Ah, you say; that just goes to show that navies have dwindled in importance since 1914. But this is not the case. The future of nuclear deterrence lies with the nuclear–armed, nuclear–powered submarine. Meanwhile, the projection of conventional military power in the trouble-spots of the Third World is an exercise that very much depends on ships. One of the few sectors of industry to be favoured for the throw-money-at-it treatment by Mrs Thatcher will be, she has indicated in Parliament, the yards making Type 23 frigates. Labour’s 1984 policy pamphlet, Defence and security for Britain, likewise pronounces: ‘A non–nuclear defence strategy requires a strong navy’.

George Orwell used to say that pacifists could only afford the luxury of their views because they were protected by strong navies. The US Navy is a case in point. By 1990 it will have 15 aircraft carriers worth $3.4billion each. The modern ones are 1000 feet long, 90,000 tons in weight, crewed by 6000 men and equipped with 90 planes. To this, add the battleships New JerseyIowaMissouri and Wisconsin, which, from a total of 36 16-inch guns, could shoot 2700lb shells from one side of the Channel to the other, if their captains so wished. Then count in 52 nuclear-powered Los Angeles attack submarines, each capable of 35 knots underwater, and you have most of Mr Reagan’s 600-ship navy. Construction budget, in fiscal year 1983 alone: nearly $90billion.
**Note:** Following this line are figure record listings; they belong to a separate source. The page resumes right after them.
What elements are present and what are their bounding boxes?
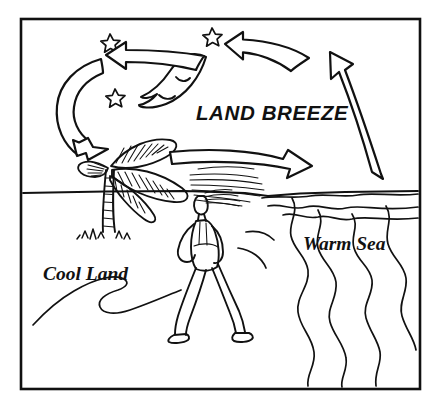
label-land-breeze: LAND BREEZE (196, 101, 349, 124)
diagram-canvas: LAND BREEZE Cool Land Warm Sea (0, 0, 441, 413)
surface-arrow-land-breeze (170, 150, 312, 178)
beach-path (33, 277, 181, 325)
label-cool-land: Cool Land (43, 263, 128, 284)
land-breeze-diagram: LAND BREEZE Cool Land Warm Sea (0, 0, 441, 413)
walking-person (168, 190, 252, 343)
label-warm-sea: Warm Sea (303, 233, 386, 254)
star-icon (106, 89, 125, 107)
star-icon (203, 28, 222, 46)
sinking-arrow-over-land-shaft (57, 59, 103, 155)
sinking-arrow-over-land-head (73, 138, 108, 160)
aloft-arrow-right (225, 32, 309, 71)
aloft-arrow-left (106, 42, 204, 70)
sea-waves (238, 194, 418, 387)
wind-streaks (190, 167, 264, 206)
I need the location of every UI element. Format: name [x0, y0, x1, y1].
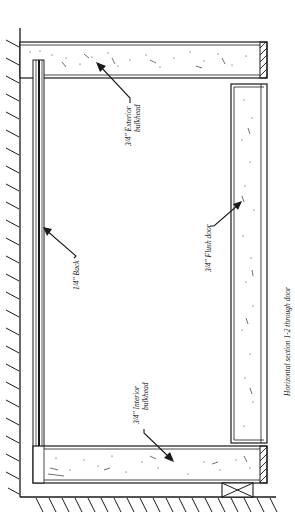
flush-door	[231, 84, 267, 443]
exterior-bulkhead	[20, 42, 267, 78]
back-leader	[46, 230, 76, 258]
label-flush-door: 3/4" Flush door	[204, 224, 213, 273]
label-exterior-bulkhead-1: 3/4" Exterior	[124, 106, 133, 147]
diagram-caption: Horizontal section 1-2 through door	[283, 287, 292, 397]
label-exterior-bulkhead-2: bulkhead	[133, 104, 142, 132]
label-back: 1/4" Back	[72, 260, 81, 290]
back-panel	[33, 60, 44, 483]
spacer-block	[222, 483, 253, 497]
floor	[20, 497, 277, 512]
section-diagram: 3/4" Exterior bulkhead 1/4" Back 3/4" Fl…	[0, 0, 295, 517]
label-interior-bulkhead-2: bulkhead	[141, 382, 150, 410]
interior-bulkhead	[33, 446, 267, 483]
wall	[6, 28, 20, 497]
label-interior-bulkhead-1: 3/4" Interior	[132, 386, 141, 425]
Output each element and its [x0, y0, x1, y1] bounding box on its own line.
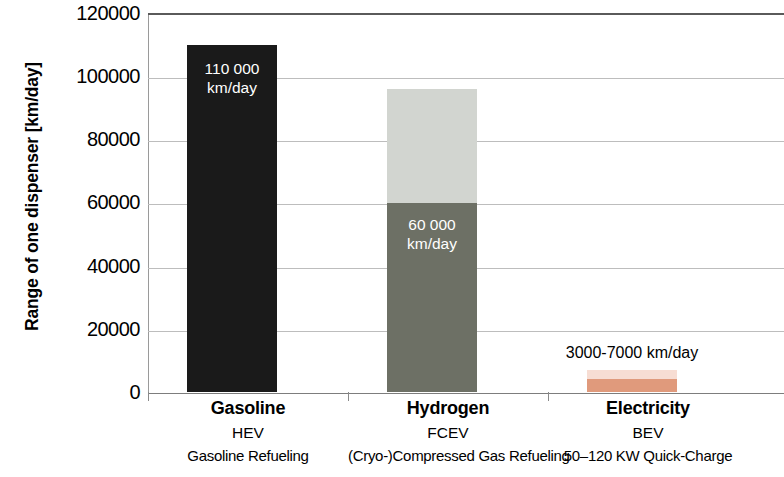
- bar-gasoline-fill: [187, 45, 277, 392]
- y-tick-20000: 20000: [87, 319, 140, 339]
- y-tick-40000: 40000: [87, 256, 140, 276]
- plot-area: 110 000 km/day 60 000 km/day 3000-7000 k…: [148, 13, 784, 392]
- bar-hydrogen-fill-lower: [387, 203, 477, 392]
- category-electricity-acronym: BEV: [548, 425, 748, 441]
- category-hydrogen-acronym: FCEV: [348, 425, 548, 441]
- category-electricity-description: 50–120 KW Quick-Charge: [548, 448, 748, 463]
- category-gasoline-description: Gasoline Refueling: [148, 448, 348, 463]
- bar-electricity-fill-upper: [587, 370, 677, 379]
- y-tick-100000: 100000: [76, 66, 140, 86]
- x-axis-line: [148, 393, 784, 394]
- category-hydrogen: Hydrogen FCEV (Cryo-)Compressed Gas Refu…: [348, 399, 548, 463]
- bar-hydrogen-fill-upper: [387, 89, 477, 203]
- category-hydrogen-name: Hydrogen: [348, 399, 548, 417]
- category-gasoline-acronym: HEV: [148, 425, 348, 441]
- bar-chart: Range of one dispenser [km/day] 120000 1…: [0, 0, 784, 477]
- bar-electricity[interactable]: [587, 370, 677, 392]
- y-axis-tick-labels: 120000 100000 80000 60000 40000 20000 0: [0, 0, 146, 477]
- category-electricity: Electricity BEV 50–120 KW Quick-Charge: [548, 399, 748, 463]
- bar-hydrogen[interactable]: 60 000 km/day: [387, 89, 477, 392]
- bar-electricity-value-label: 3000-7000 km/day: [566, 344, 699, 362]
- y-tick-0: 0: [129, 382, 140, 402]
- y-tick-60000: 60000: [87, 192, 140, 212]
- category-electricity-name: Electricity: [548, 399, 748, 417]
- category-gasoline-name: Gasoline: [148, 399, 348, 417]
- y-tick-80000: 80000: [87, 129, 140, 149]
- category-gasoline: Gasoline HEV Gasoline Refueling: [148, 399, 348, 463]
- bar-gasoline[interactable]: 110 000 km/day: [187, 45, 277, 392]
- category-hydrogen-description: (Cryo-)Compressed Gas Refueling: [348, 448, 548, 463]
- bar-electricity-fill-lower: [587, 379, 677, 392]
- y-tick-120000: 120000: [76, 3, 140, 23]
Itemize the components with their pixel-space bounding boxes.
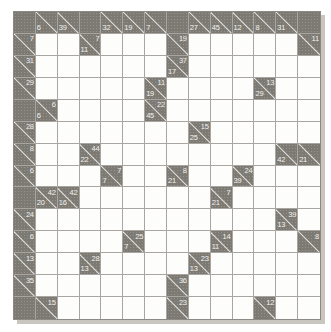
entry-cell[interactable] (80, 297, 102, 319)
entry-cell[interactable] (254, 253, 276, 275)
entry-cell[interactable] (189, 78, 211, 100)
entry-cell[interactable] (145, 144, 167, 166)
entry-cell[interactable] (276, 231, 298, 253)
entry-cell[interactable] (254, 166, 276, 188)
entry-cell[interactable] (145, 209, 167, 231)
entry-cell[interactable] (145, 253, 167, 275)
entry-cell[interactable] (145, 122, 167, 144)
entry-cell[interactable] (211, 78, 233, 100)
entry-cell[interactable] (58, 253, 80, 275)
entry-cell[interactable] (233, 144, 255, 166)
entry-cell[interactable] (167, 231, 189, 253)
entry-cell[interactable] (123, 78, 145, 100)
entry-cell[interactable] (58, 231, 80, 253)
entry-cell[interactable] (36, 209, 58, 231)
entry-cell[interactable] (298, 122, 320, 144)
entry-cell[interactable] (298, 253, 320, 275)
entry-cell[interactable] (254, 187, 276, 209)
entry-cell[interactable] (36, 275, 58, 297)
entry-cell[interactable] (298, 209, 320, 231)
entry-cell[interactable] (101, 100, 123, 122)
entry-cell[interactable] (58, 275, 80, 297)
entry-cell[interactable] (145, 231, 167, 253)
entry-cell[interactable] (101, 275, 123, 297)
entry-cell[interactable] (167, 144, 189, 166)
entry-cell[interactable] (211, 166, 233, 188)
entry-cell[interactable] (36, 231, 58, 253)
entry-cell[interactable] (233, 100, 255, 122)
entry-cell[interactable] (298, 166, 320, 188)
entry-cell[interactable] (80, 231, 102, 253)
entry-cell[interactable] (298, 56, 320, 78)
entry-cell[interactable] (233, 253, 255, 275)
entry-cell[interactable] (254, 100, 276, 122)
entry-cell[interactable] (276, 253, 298, 275)
entry-cell[interactable] (189, 231, 211, 253)
entry-cell[interactable] (80, 78, 102, 100)
entry-cell[interactable] (145, 297, 167, 319)
entry-cell[interactable] (254, 122, 276, 144)
entry-cell[interactable] (167, 209, 189, 231)
entry-cell[interactable] (167, 100, 189, 122)
entry-cell[interactable] (233, 78, 255, 100)
entry-cell[interactable] (58, 100, 80, 122)
entry-cell[interactable] (101, 187, 123, 209)
entry-cell[interactable] (123, 100, 145, 122)
entry-cell[interactable] (298, 187, 320, 209)
entry-cell[interactable] (276, 275, 298, 297)
entry-cell[interactable] (189, 34, 211, 56)
entry-cell[interactable] (80, 56, 102, 78)
entry-cell[interactable] (189, 275, 211, 297)
entry-cell[interactable] (36, 166, 58, 188)
entry-cell[interactable] (58, 209, 80, 231)
entry-cell[interactable] (36, 122, 58, 144)
entry-cell[interactable] (189, 166, 211, 188)
entry-cell[interactable] (123, 166, 145, 188)
entry-cell[interactable] (101, 34, 123, 56)
entry-cell[interactable] (211, 122, 233, 144)
entry-cell[interactable] (276, 78, 298, 100)
entry-cell[interactable] (123, 122, 145, 144)
entry-cell[interactable] (80, 275, 102, 297)
entry-cell[interactable] (58, 78, 80, 100)
entry-cell[interactable] (58, 56, 80, 78)
kakuro-grid[interactable]: 6393219727451283177111911313717291119132… (13, 11, 321, 320)
entry-cell[interactable] (123, 275, 145, 297)
entry-cell[interactable] (233, 122, 255, 144)
entry-cell[interactable] (80, 122, 102, 144)
entry-cell[interactable] (58, 122, 80, 144)
entry-cell[interactable] (101, 122, 123, 144)
entry-cell[interactable] (233, 231, 255, 253)
entry-cell[interactable] (58, 166, 80, 188)
entry-cell[interactable] (189, 297, 211, 319)
entry-cell[interactable] (254, 144, 276, 166)
entry-cell[interactable] (167, 253, 189, 275)
entry-cell[interactable] (123, 144, 145, 166)
entry-cell[interactable] (298, 100, 320, 122)
entry-cell[interactable] (58, 144, 80, 166)
entry-cell[interactable] (80, 209, 102, 231)
entry-cell[interactable] (211, 209, 233, 231)
entry-cell[interactable] (80, 100, 102, 122)
entry-cell[interactable] (36, 144, 58, 166)
entry-cell[interactable] (233, 56, 255, 78)
entry-cell[interactable] (276, 297, 298, 319)
entry-cell[interactable] (189, 144, 211, 166)
entry-cell[interactable] (211, 297, 233, 319)
entry-cell[interactable] (211, 100, 233, 122)
entry-cell[interactable] (189, 209, 211, 231)
entry-cell[interactable] (58, 297, 80, 319)
entry-cell[interactable] (123, 297, 145, 319)
entry-cell[interactable] (211, 56, 233, 78)
entry-cell[interactable] (80, 166, 102, 188)
entry-cell[interactable] (189, 100, 211, 122)
entry-cell[interactable] (233, 187, 255, 209)
entry-cell[interactable] (145, 56, 167, 78)
entry-cell[interactable] (211, 275, 233, 297)
entry-cell[interactable] (36, 253, 58, 275)
entry-cell[interactable] (145, 187, 167, 209)
entry-cell[interactable] (276, 100, 298, 122)
entry-cell[interactable] (298, 78, 320, 100)
entry-cell[interactable] (276, 187, 298, 209)
entry-cell[interactable] (101, 78, 123, 100)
Boats are back. But what we are talking about here is not so much boats as a general supremacy over the sea. A month ago, I found myself atop the shiny and sublime Lloyds building, a vertiginous feat of metalwork by the architect Richard Rogers. Outside, it is like the derrick on my oil rig. Inside, it is like a ship. There, from 1600 individually air-conditioned trading desks, 1600 underwriters insure the world’s merchant shipping, and the world’s fleet of space satellites, too. You don’t have to have a propeller to rule the waves today: you can do the same from terra firma. Either way, ruling’s the thing. Who controls the seas, it appears, controls the Earth.